What Are Some Ways a Private Swim Instructor Can Advertise?
Starting a career as a private swim instructor can be lucrative if you market your services well. Build a portfolio that gives clients information on such things as your competitive swimming history, life guarding, water safety training and aquatic certifications. Prepare business cards and flyers, and you are ready to advertise. A large market will likely be parents who want their children to learn how to master the pool, so concentrate advertising efforts on this particular population.
Canvass your area for private community pools. Many of these are in neighborhoods with a homeowners' association, so speak to the president of the group about your services as a private swim instructor. Do not be daunted if the pool has lifeguards who provide lessons for a fee. You may be able to teach as well, unless an aquatic company provides lifeguards and implicitly states that only its guards can charge for lessons. Meet with the entire HOA board, if possible, to stress your credentials: experience, certifications, maturity, kid-friendly style or whatever sets you apart from a teenage summer guard who might have as little as three-weeks training. Offer to teach adults as well as children to expand your client base.
Visit apartment pools, which are generally smaller than neighborhood pools and often do not have lifeguards. Speak with the apartment complex manager and ask if you can go door to door with your fliers and business cards. If this type of soliciting is discouraged, request that the manager display your flier in the office and ask if you can spend a day or two on the pool deck speaking with residents who could be receptive to swimming instruction. Offer a free first class to those who express an interest in your service.
Become known in your area as a swim instructor by speaking with persons visiting sports stores, recreation fields and public pools, Advertise with business cards and fliers at community festivals such as waterside Fourth of July events. Market your private swimming program in community papers you find in local libraries, schools and online. Make appointments to speak with agency representatives that serve local youth, such as government programs devoted to child welfare. Ask these professionals if they would be interested in hiring you to teach water safety skills and swimming to underprivileged children in the community.
Give lectures on water safety at various venues. Your best bets will be local schools, preschools, recreation centers and community meetings in areas with private and public pools. Request night lectures to attract the most adults. Stress the importance not only of learning to swim but of taking safety measures when families and children are near bodies of water. Talk about valid flotation devices vs. buoyant items that are not dependable in an emergency. Lecture about what to do when a drowning or near drowning event occurs. Reassure parents that the best way to help themselves and their children avoid the dangers of water is to learn how to tread water and swim efficiently. Explain your program of private instruction, give out literature with your contact information, and answer questions.
Attend local high school swimming events and USA Swimming age-group events. While many of the children at these events will be participants in swimming clubs or teams, they are likely to have siblings that parents might wish to get started with some private lessons. Also, families may be interested in obtaining one-on-one attention for children who already compete to improve their strokes and strategies in races. Practice scouting at these events. Talk to individual parents after you watch their children swim. Pinpoint areas in which they are strong and where they can improve, and then give them information about your private sessions.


* [What is expected]
Omit the pictures, then write out every entry exactly as it reads.

--*--

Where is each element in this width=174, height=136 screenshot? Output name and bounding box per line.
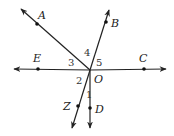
angle-label-5: 5: [96, 57, 102, 68]
angle-label-4: 4: [84, 47, 90, 58]
ray-oe: [14, 69, 90, 70]
angle-label-1: 1: [86, 89, 92, 100]
point-label-b: B: [110, 17, 119, 30]
point-a: [35, 22, 39, 26]
point-e: [36, 67, 40, 71]
point-label-c: C: [139, 52, 148, 65]
point-c: [142, 67, 146, 71]
ray-oc: [90, 69, 166, 70]
point-label-d: D: [94, 103, 104, 116]
point-label-a: A: [37, 9, 46, 22]
point-b: [104, 20, 108, 24]
geometry-diagram: ABCEZD12345O: [0, 0, 174, 136]
point-label-e: E: [32, 52, 41, 65]
angle-label-2: 2: [76, 75, 82, 86]
ray-oa: [21, 9, 90, 70]
point-z: [76, 104, 80, 108]
point-d: [88, 106, 92, 110]
angle-label-3: 3: [68, 57, 74, 68]
labels: ABCEZD12345O: [32, 9, 148, 116]
center-label-o: O: [94, 73, 103, 86]
point-label-z: Z: [62, 100, 71, 113]
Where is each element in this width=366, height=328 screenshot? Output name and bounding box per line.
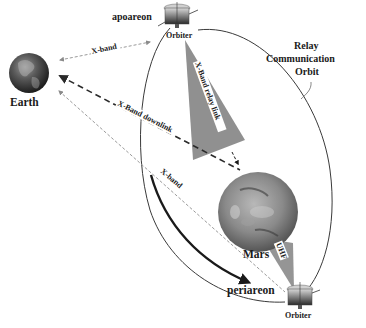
orbiter-apoareon-label: Orbiter — [166, 31, 193, 40]
orbiter-periareon-label: Orbiter — [285, 311, 312, 320]
earth-label: Earth — [10, 96, 39, 108]
link-downlink-label: X-Band downlink — [116, 99, 175, 135]
mars — [218, 172, 298, 252]
orbiter-apoareon — [158, 2, 198, 28]
orbiter-periareon — [287, 282, 320, 309]
mars-label: Mars — [243, 248, 270, 260]
orbit-label-line1: Relay — [294, 40, 318, 51]
orbit-label-line3: Orbit — [295, 66, 320, 77]
apoareon-label: apoareon — [112, 11, 152, 22]
relay-arrow — [232, 152, 238, 164]
orbit-label-line2: Communication — [266, 53, 335, 64]
orbit-label-pointer — [301, 82, 311, 99]
relay-communication-diagram: Earth Mars apoareon Orbiter periareon Or… — [0, 0, 366, 328]
link-earth-apoareon-label: X-band — [91, 42, 119, 56]
earth — [9, 53, 49, 93]
link-earth-periareon-label: X-band — [159, 167, 185, 191]
periareon-label: periareon — [227, 284, 275, 297]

--*--

* [Result]
Where is each element in this width=174, height=136 screenshot? Output name and bounding box per line.
angle-label-5: 5: [96, 57, 102, 68]
angle-label-4: 4: [84, 47, 90, 58]
ray-oe: [14, 69, 90, 70]
angle-label-1: 1: [86, 89, 92, 100]
point-label-b: B: [110, 17, 119, 30]
point-a: [35, 22, 39, 26]
point-e: [36, 67, 40, 71]
point-label-c: C: [139, 52, 148, 65]
point-c: [142, 67, 146, 71]
ray-oc: [90, 69, 166, 70]
point-label-d: D: [94, 103, 104, 116]
point-label-a: A: [37, 9, 46, 22]
point-b: [104, 20, 108, 24]
geometry-diagram: ABCEZD12345O: [0, 0, 174, 136]
point-label-e: E: [32, 52, 41, 65]
angle-label-2: 2: [76, 75, 82, 86]
ray-oa: [21, 9, 90, 70]
point-z: [76, 104, 80, 108]
point-d: [88, 106, 92, 110]
angle-label-3: 3: [68, 57, 74, 68]
labels: ABCEZD12345O: [32, 9, 148, 116]
center-label-o: O: [94, 73, 103, 86]
point-label-z: Z: [62, 100, 71, 113]
Where is each element in this width=366, height=328 screenshot? Output name and bounding box per line.
orbiter-apoareon-label: Orbiter — [166, 31, 193, 40]
orbiter-periareon-label: Orbiter — [285, 311, 312, 320]
earth-label: Earth — [10, 96, 39, 108]
link-downlink-label: X-Band downlink — [116, 99, 175, 135]
mars — [218, 172, 298, 252]
orbiter-apoareon — [158, 2, 198, 28]
orbiter-periareon — [287, 282, 320, 309]
mars-label: Mars — [243, 248, 270, 260]
orbit-label-line1: Relay — [294, 40, 318, 51]
orbit-label-line3: Orbit — [295, 66, 320, 77]
apoareon-label: apoareon — [112, 11, 152, 22]
relay-arrow — [232, 152, 238, 164]
orbit-label-line2: Communication — [266, 53, 335, 64]
orbit-label-pointer — [301, 82, 311, 99]
relay-communication-diagram: Earth Mars apoareon Orbiter periareon Or… — [0, 0, 366, 328]
link-earth-apoareon-label: X-band — [91, 42, 119, 56]
earth — [9, 53, 49, 93]
link-earth-periareon-label: X-band — [159, 167, 185, 191]
periareon-label: periareon — [227, 284, 275, 297]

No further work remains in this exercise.